How ill at ease you were as you shuffled the cards! Q-Jo could tell that you were totally unfamiliar with the tarot, but she provided very little that evening in the way of history or background. In the years that followed, she lectured you extensively on the subject, although as you would be quick to admit, most of it went in one ear and out the other. You returned the deck to her. Listen, you said. Im a stockbroker, and the reason I came to you is, well uh, Im wondering … my timing has been off lately vis-A-vis the market, and uh, frankly, Ive picked some sinkers and thrown some wide darts, and… . You fumble in your purse. I dont have a stock guide with me, but I can run down the hall and get it. I was hoping that we could look it over just a little bit and you might—
Q-Jo put a plantain phalanx to your lips, issued a brief, derisive chortle, and said, Now you listen, honey, and listen good. Do you really believe that if I could pick stock
s that are gonna double-or winning lottery numbers or racehorses-that Id be living in this one-bedroom apartment smoking rot-lung tobacco and wearing last years turban? Come on! Id be styling and smiling in a nice little villa in the Himalayan foothills; fountains, peacocks, Ram Dass in the guest suite, both a French chef and a weight-loss doctor on duty around the clock, so forth and so on. You get the picture. And another thing: I cannot accurately predict your future. We need to get that straight, too. I cant, no psychic can, and any that claim they can are swindlers.

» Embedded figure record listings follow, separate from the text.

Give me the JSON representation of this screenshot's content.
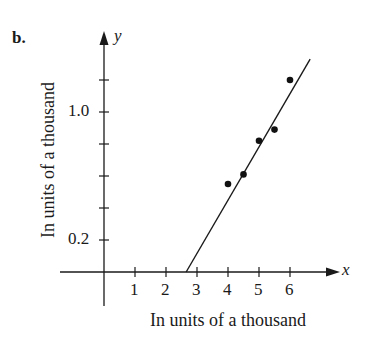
{
  "panel_label": "b.",
  "chart_data": {
    "type": "scatter",
    "title": "",
    "panel": "b.",
    "xlabel": "In units of a thousand",
    "ylabel": "In units of a thousand",
    "x_axis_name": "x",
    "y_axis_name": "y",
    "x_ticks": [
      1,
      2,
      3,
      4,
      5,
      6
    ],
    "x_tick_labels": [
      "1",
      "2",
      "3",
      "4",
      "5",
      "6"
    ],
    "y_ticks": [
      0.2,
      0.4,
      0.6,
      0.8,
      1.0,
      1.2
    ],
    "y_tick_labels": [
      "0.2",
      "",
      "",
      "",
      "1.0",
      ""
    ],
    "xlim": [
      -1,
      7.5
    ],
    "ylim": [
      -0.2,
      1.5
    ],
    "grid": false,
    "legend": null,
    "series": [
      {
        "name": "data points",
        "type": "scatter",
        "x": [
          4.0,
          4.5,
          5.0,
          5.5,
          6.0
        ],
        "y": [
          0.55,
          0.61,
          0.82,
          0.89,
          1.2
        ]
      },
      {
        "name": "fitted line",
        "type": "line",
        "x": [
          2.65,
          6.65
        ],
        "y": [
          0.0,
          1.33
        ]
      }
    ]
  }
}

She rapped the deck with the same musaceous digit she had employed to shush you. A crystal ball, this is not, and you damn well ought to be glad about it. It isnt tea leaves or goat entrails, neither. What it is is a highly refined, highly efficient system of symbolic knowledge. The symbols that were carefully chosen over the centuries speak directly to the deeper levels of the mind. The western mind. In the East, the I Ching cuts the very same mustard, but with a more, shall we say, intricate turn of the knife. Never mind that. The images here in the tarot will serve to open up and free certain aspects of your subconscious. Once the symbols have unlocked your subconscious, I can use my own psychic vision to read what the hells going on in the recesses of your pumpkin. I read your subconscious thoughts-theyre damn near as legible to me as The Seattle Times-but I dont read the future. Comprende?